Here’s the framework I use every time this choice comes up, whether I’m the one being offered equity or advising someone else through the decision.
Step One: Calculate the Realistic Value, Not the Optimistic One
Every equity offer comes with an implied valuation story, and that story is almost always the most optimistic version of the company’s future. Before comparing equity against a cash offer, run the math on a realistic outcome, not the best-case pitch you were told.
If you’re offered 1% equity in a company with a hoped-for valuation of $50 million in five years, that sounds like $500,000. Realistically weight that against the actual odds of the company reaching that valuation at all. Most early-stage companies don’t reach their hoped-for valuation, and a huge share fail outright. A rough, honest weighting, not a cynical zero, but not the founder’s pitch-deck number either, usually cuts the naive value by 80% or more before you’ve factored in anything else.
Step Two: Account for Dilution You Haven’t Been Told About Yet
The percentage you’re offered today is very likely to shrink. Future funding rounds dilute existing equity holders, and unless you have real clarity on the company’s funding plans and how anti-dilution provisions work in your specific offer, assume your actual final ownership percentage will be meaningfully smaller than the number in front of you right now.
Ask directly what percentage this represents on a fully diluted basis, and ask what future funding rounds are anticipated. A founder who can’t or won’t answer this clearly is itself useful information about how seriously to weigh the offer.

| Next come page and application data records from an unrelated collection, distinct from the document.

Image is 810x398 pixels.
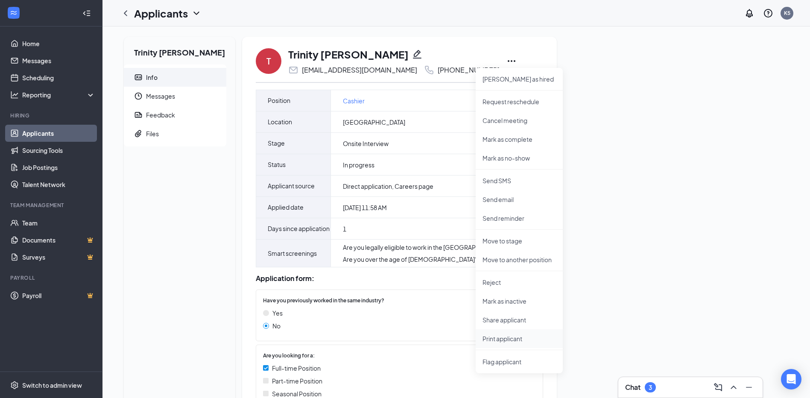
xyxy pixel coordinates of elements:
[343,255,521,264] div: Are you over the age of [DEMOGRAPHIC_DATA]? :
[22,287,95,304] a: PayrollCrown
[727,381,741,394] button: ChevronUp
[343,182,433,190] span: Direct application, Careers page
[263,297,384,305] span: Have you previously worked in the same industry?
[256,274,543,283] div: Application form:
[343,139,389,148] span: Onsite Interview
[483,316,556,324] p: Share applicant
[134,73,143,82] svg: ContactCard
[134,129,143,138] svg: Paperclip
[22,381,82,390] div: Switch to admin view
[124,87,226,105] a: ClockMessages
[134,111,143,119] svg: Report
[272,363,321,373] span: Full-time Position
[483,135,556,144] p: Mark as complete
[124,105,226,124] a: ReportFeedback
[146,129,159,138] div: Files
[742,381,756,394] button: Minimize
[272,321,281,331] span: No
[268,111,292,132] span: Location
[134,6,188,21] h1: Applicants
[268,243,317,264] span: Smart screenings
[483,297,556,305] p: Mark as inactive
[625,383,641,392] h3: Chat
[438,66,500,74] div: [PHONE_NUMBER]
[272,308,283,318] span: Yes
[744,8,755,18] svg: Notifications
[483,176,556,185] p: Send SMS
[22,142,95,159] a: Sourcing Tools
[22,35,95,52] a: Home
[268,133,285,154] span: Stage
[10,91,19,99] svg: Analysis
[343,243,521,252] div: Are you legally eligible to work in the [GEOGRAPHIC_DATA]? :
[781,369,802,390] div: Open Intercom Messenger
[22,231,95,249] a: DocumentsCrown
[268,154,286,175] span: Status
[10,202,94,209] div: Team Management
[343,203,387,212] span: [DATE] 11:58 AM
[134,92,143,100] svg: Clock
[483,195,556,204] p: Send email
[483,75,556,83] p: [PERSON_NAME] as hired
[712,381,725,394] button: ComposeMessage
[146,73,158,82] div: Info
[424,65,434,75] svg: Phone
[22,91,96,99] div: Reporting
[268,176,315,196] span: Applicant source
[649,384,652,391] div: 3
[288,47,409,62] h1: Trinity [PERSON_NAME]
[263,352,315,360] span: Are you looking for a:
[483,357,556,366] span: Flag applicant
[22,176,95,193] a: Talent Network
[10,112,94,119] div: Hiring
[124,37,235,64] h2: Trinity [PERSON_NAME]
[483,97,556,106] p: Request reschedule
[784,9,791,17] div: K5
[483,334,556,343] p: Print applicant
[483,214,556,223] p: Send reminder
[22,52,95,69] a: Messages
[763,8,773,18] svg: QuestionInfo
[268,90,290,111] span: Position
[10,381,19,390] svg: Settings
[146,111,175,119] div: Feedback
[343,161,375,169] span: In progress
[272,376,322,386] span: Part-time Position
[483,116,556,125] p: Cancel meeting
[412,49,422,59] svg: Pencil
[22,249,95,266] a: SurveysCrown
[483,255,556,264] p: Move to another position
[82,9,91,18] svg: Collapse
[268,218,330,239] span: Days since application
[343,225,346,233] span: 1
[124,124,226,143] a: PaperclipFiles
[744,382,754,392] svg: Minimize
[10,274,94,281] div: Payroll
[729,382,739,392] svg: ChevronUp
[288,65,299,75] svg: Email
[9,9,18,17] svg: WorkstreamLogo
[124,68,226,87] a: ContactCardInfo
[343,96,365,105] a: Cashier
[22,69,95,86] a: Scheduling
[22,125,95,142] a: Applicants
[483,154,556,162] p: Mark as no-show
[146,87,220,105] span: Messages
[302,66,417,74] div: [EMAIL_ADDRESS][DOMAIN_NAME]
[267,55,271,67] div: T
[343,118,405,126] span: [GEOGRAPHIC_DATA]
[22,214,95,231] a: Team
[191,8,202,18] svg: ChevronDown
[713,382,723,392] svg: ComposeMessage
[483,237,556,245] p: Move to stage
[268,197,304,218] span: Applied date
[120,8,131,18] svg: ChevronLeft
[507,56,517,66] svg: Ellipses
[483,278,556,287] p: Reject
[22,159,95,176] a: Job Postings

Step Three: Price In the Liquidity Timeline
Cash today has value today. Equity typically has no value until an exit event, an acquisition or IPO, that may be five, eight, or more years away, if it happens at all. Even a genuinely valuable equity stake is worth discounting heavily simply for how long your money would be locked up with zero ability to access it.
I use a simple gut check here: would I be comfortable if this equity were worth exactly zero for the next seven years, only paying off, if it pays off at all, after that. If the honest answer is that you need liquidity sooner than that for real financial reasons, rent, dependents, existing debt, equity isn’t a fair trade for cash right now regardless of the theoretical upside, because you can’t actually wait for the theoretical upside to materialize.

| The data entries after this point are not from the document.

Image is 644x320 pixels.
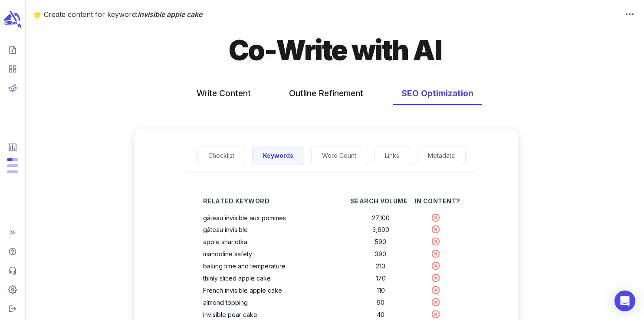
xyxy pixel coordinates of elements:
span: Posts: 12 of 25 monthly posts used [7,158,18,161]
td: Global search volume per month for the keyword mandoline safety. [351,248,411,261]
button: SEO Optimization [393,82,482,105]
svg: Keyword gâteau invisible is not present in the content. [431,225,441,234]
svg: Keyword gâteau invisible aux pommes is not present in the content. [431,213,441,223]
span: Help Center [4,244,22,260]
p: Related Keyword [203,197,351,205]
div: Open Intercom Messenger [615,290,635,311]
span: View your content dashboard [4,61,22,77]
th: Adding gâteau invisible to the content can improve the relevance and context of the content for t... [203,224,351,236]
span: Output Tokens: 0 of 400,000 monthly tokens used. These limits are based on the last model you use... [7,164,18,167]
span: invisible apple cake [137,10,202,18]
svg: Keyword thinly sliced apple cake is not present in the content. [431,274,441,282]
th: Adding thinly sliced apple cake to the content can improve the relevance and context of the conte... [203,273,351,284]
td: Global search volume per month for the keyword gâteau invisible aux pommes. [351,212,411,225]
span: View Subscription & Usage [4,139,22,157]
span: Adjust your account settings [4,282,22,297]
button: Outline Refinement [281,82,372,105]
td: Global search volume per month for the keyword almond topping. [351,296,411,309]
svg: Keyword French invisible apple cake is not present in the content. [431,285,441,295]
button: Explore various insights related to word count and length of the search results for the target ke... [312,147,368,165]
button: Keep track of internal and external links used in the content. [374,147,410,165]
td: Global search volume per month for the keyword gâteau invisible. [351,224,411,236]
p: 🌟 Create content for keyword: [33,9,622,19]
th: Adding gâteau invisible aux pommes to the content can improve the relevance and context of the co... [203,212,351,225]
span: View your Reddit Intelligence add-on dashboard [4,80,22,96]
svg: Keyword invisible pear cake is not present in the content. [431,310,441,319]
button: Write Content [188,82,260,105]
span: Contact Support [4,263,22,279]
td: Global search volume per month for the keyword apple sharlotka. [351,236,411,248]
svg: Keyword baking time and temperature is not present in the content. [431,261,441,271]
svg: Keyword apple sharlotka is not present in the content. [431,237,441,247]
p: In Content? [415,197,460,205]
th: Adding apple sharlotka to the content can improve the relevance and context of the content for th... [203,236,351,248]
span: Logout [4,301,22,317]
td: Global search volume per month for the keyword thinly sliced apple cake. [351,273,411,284]
td: Global search volume per month for the keyword baking time and temperature. [351,261,411,273]
svg: Keyword almond topping is not present in the content. [431,297,441,307]
span: Expand Sidebar [4,225,22,240]
p: Search Volume [351,197,408,205]
button: Explore semantically related keywords. [252,147,304,165]
svg: Keyword mandoline safety is not present in the content. [431,249,441,259]
span: Input Tokens: 0 of 2,000,000 monthly tokens used. These limits are based on the last model you us... [7,170,18,173]
button: Create or generate meta description. [417,147,466,165]
span: Create new content [4,42,22,58]
th: Adding French invisible apple cake to the content can improve the relevance and context of the co... [203,284,351,296]
th: Adding almond topping to the content can improve the relevance and context of the content for the... [203,296,351,309]
td: Global search volume per month for the keyword French invisible apple cake. [351,284,411,296]
th: Adding mandoline safety to the content can improve the relevance and context of the content for t... [203,248,351,261]
h1: Co-Write with AI [228,32,442,68]
th: Adding baking time and temperature to the content can improve the relevance and context of the co... [203,261,351,273]
button: Check out a checklist of SEO best practices. [198,147,245,165]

Step Four: Compare Against Your Actual Cash Need, Not a Round Number
The cash offer being compared against equity isn’t an abstract number. It’s tied to real expenses you have right now. Before running any equity math, calculate what you genuinely need in cash over the relevant time period to cover your actual costs. If the cash offer barely covers that need already, trading any meaningful portion of it for equity is a much bigger risk than if you have real slack in your finances to absorb the gamble.
This is the step people skip most often, because the equity conversation tends to happen in the abstract, disconnected from the very concrete question of whether you can actually pay rent for the next six months without the cash.

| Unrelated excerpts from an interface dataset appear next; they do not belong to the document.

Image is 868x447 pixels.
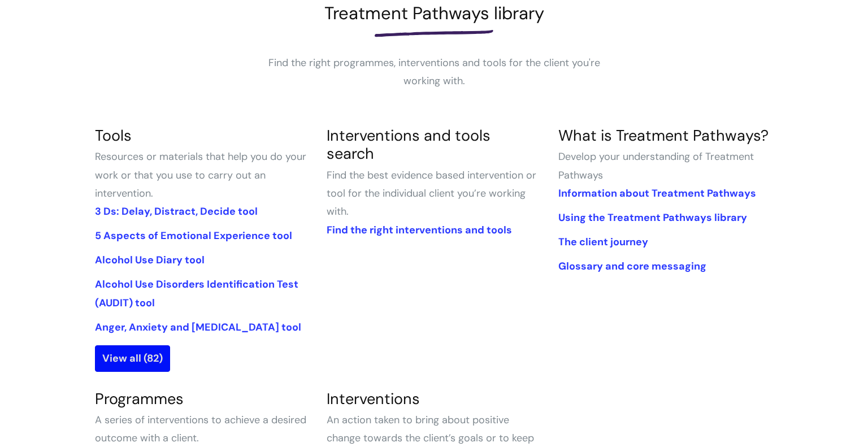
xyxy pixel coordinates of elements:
span: Develop your understanding of Treatment Pathways [559,150,754,181]
a: View all (82) [95,345,171,371]
span: Find the best evidence based intervention or tool for the individual client you’re working with. [327,169,536,219]
a: 3 Ds: Delay, Distract, Decide tool [95,205,258,219]
span: A series of interventions to achieve a desired outcome with a client. [95,413,307,444]
a: Alcohol Use Disorders Identification Test (AUDIT) tool [95,277,298,309]
a: Interventions and tools search [327,125,491,163]
a: Using the Treatment Pathways library [559,210,747,224]
span: Resources or materials that help you do your work or that you use to carry out an intervention. [95,150,307,200]
a: Glossary and core messaging [559,259,707,273]
a: Anger, Anxiety and [MEDICAL_DATA] tool [95,320,301,334]
a: Programmes [95,389,184,409]
a: Interventions [327,389,420,409]
a: Alcohol Use Diary tool [95,253,205,267]
a: What is Treatment Pathways? [559,125,769,145]
a: Information about Treatment Pathways [559,187,756,200]
a: Find the right interventions and tools [327,223,512,237]
a: Tools [95,125,132,145]
p: Find the right programmes, interventions and tools for the client you're working with. [265,53,604,91]
h1: Treatment Pathways library [95,3,774,24]
a: 5 Aspects of Emotional Experience tool [95,228,292,242]
a: The client journey [559,235,649,248]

When Equity Genuinely Makes Sense
To be fair to the other side of this decision, there are real situations where taking equity over cash, or a blend of both, is the smarter move. Early-stage involvement with a founder who has a genuine track record, a business model you understand well enough to evaluate honestly rather than take on faith, and your own financial situation having enough slack to absorb a total loss without real consequence. Under those specific conditions, equity can represent real, asymmetric upside that a flat cash fee never offers.
The mistake isn’t taking equity. It’s taking it without running these steps first, based on excitement about being part of something rather than an honest read of the actual numbers and your actual financial position.
What to Do Now
Before accepting or declining your next equity offer, run the realistic valuation math instead of the optimistic pitch-deck number. Ask directly about dilution and fully diluted ownership. Price in the actual liquidity timeline against your real need for cash in that same window.
Only after those four steps should the excitement of “owning a piece of something” enter the decision. It’s a real factor. It just shouldn’t be the first one.